Capital Chatter: Sen. Boquist’s ‘unsavory’ comments deemed protected speech

Published 5:15 pm Thursday, July 20, 2023

“I understand the threats from members of the majority that you want to arrest me, you want to put me in jail with the state police, and all that sort of stuff…Mr. President, and if you send the state police to get me, Hell’s coming to visit you personally.”

— Senator Brian Boquist on the Senate floor, June 19, 2019.

“Send bachelors and come heavily armed. I’m not going to be a political prisoner in the state of Oregon. It’s just that simple.”

— Senator Brian Boquist to reporters, June 19, 2019.

Those are the statements with which U.S. District Judge Michael McShane began his ruling in Boquist’s First Amendment lawsuit against then-Senate President Peter Courtney, D-Salem, and Sens. Floyd Prozanski and James Manning, both D-Eugene.

Such statements are not fighting words. They “do not constitute a true threat,” McShane said, contrary to claims by some Democrats. Even if unsavory, they are free speech protected by the First Amendment.

“The Court notes that protected speech is not necessarily meaningful or lofty speech,” the judge added in a footnote.

Now a registered Independent, Boquist at the time was a Republican senator from rural Polk County. Nearly three weeks after he uttered his incendiary remarks, the Senate Conduct Committee ordered him to provide 12 hours’ notice before entering the State Capitol, ostensibly so security could be increased. However, McShane said that requirement “served no legitimate purpose other than to retaliate against Plaintiff after he engaged in protected speech.”

The judge wrote, “While this Court does not seek to minimize the real fear that certain members of staff may have felt, in the wider context, the negative reactions of a small number of partisan listeners pales in light of the general consensus that Plaintiff’s statements were political hyperbole.”
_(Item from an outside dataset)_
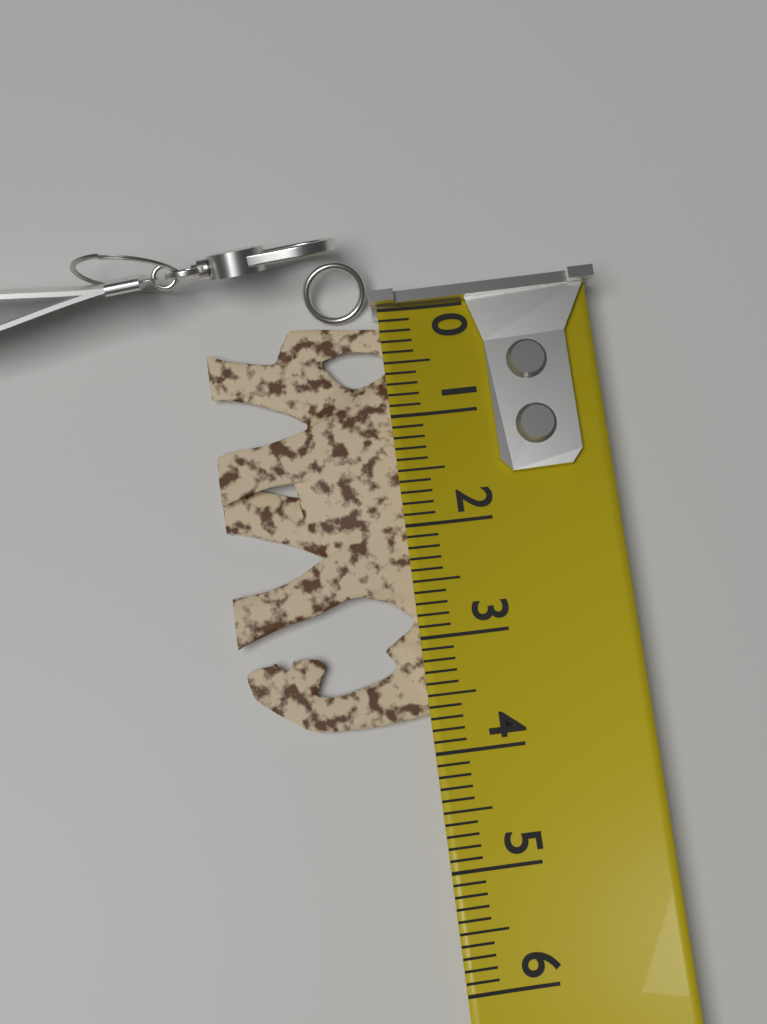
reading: 3.7 (no unit)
In siding with Boquist, McShane awarded him “reasonable attorney fees” and one dollar in damages. The state Department of Administrative Services would be responsible for paying Boquist, according to Kristina Edmunson, speaking Thursday on behalf of the Department of Justice. The DOJ, which represented the legislators, has not decided whether to appeal McShane’s decision.

McShane noted that both sides in the case were “wedded to the positions of their performative politics.” His scathing 25-page opinion, issued Monday, underscores why the Founders wrote a government constitution but then added the Bill of Rights to protect citizens from that government.

It is not the majority’s right to decide which words are tolerable in political discourse. Indeed, I would argue that a prime obligation of the majority is to protect the rights of the minority, an obligation that too often gets lost in the Oregon Legislature.

Regarding Boquist’s comment on the Senate floor to President Courtney, McShane wrote, “Although Plaintiff’s comment was bold and perhaps unsavory, it does not resemble the type of egregious insult that would provoke an ‘immediate violent response.’”

Discussing Boquist’s later comment during a television interview, in which the senator said Oregon State Police should “send bachelors” if they come to arrest him for walking out, McShane quoted from the U.S. Supreme Court’s landmark ruling in New York Times v. Sullivan in 1964: “Although some viewers may have found Plaintiff’s political puffery distasteful, his comments were in line with our nation’s ‘commitment to the principle that debate on public issues shall be uninhibited…[and] may well include vehement, caustic, and sometimes unpleasantly sharp attacks on government and public officials.’”

In rejecting the defendants’ claim of judicial immunity, McShane also said, “[T]he Conduct Committee does not even remotely resemble a neutral and independent body performing an adjudicatory function.”

This is not to excuse Boquist’s comments as appropriate under the heated circumstances of Republican senators walking out. But what the Conduct Committee, chaired by Prozanski, did was worse. According to McShane, “This entire process appears to be (a) publicity stunt by a committee with no authorization seeking to impose a sanction against a member that it never intended to enforce.”

That is a political reality which should worry Oregonians.

Update on self-service gasoline: Last week’s Capital Chatter about the self-serve legislation drew intense interest. Here is an update.

Gov. Tina Kotek, who is in Eastern Oregon on her One Oregon Listening Tour, still has not indicated when she might act on the measure, House Bill 2426. Kotek and first lady Aimee Kotek Wilson visited communities in Malheur and Baker counties on Wednesday.

The governor has signed 386 bills from the just-concluded 2023 Legislature. She has 229 bills left to sign, veto or allow to become law without her signature.

So far, she has received 2,761 emails urging her to sign the self-serve bill and 2,453 against signing.

“The Court notes that protected speech is not necessarily meaningful or lofty speech.”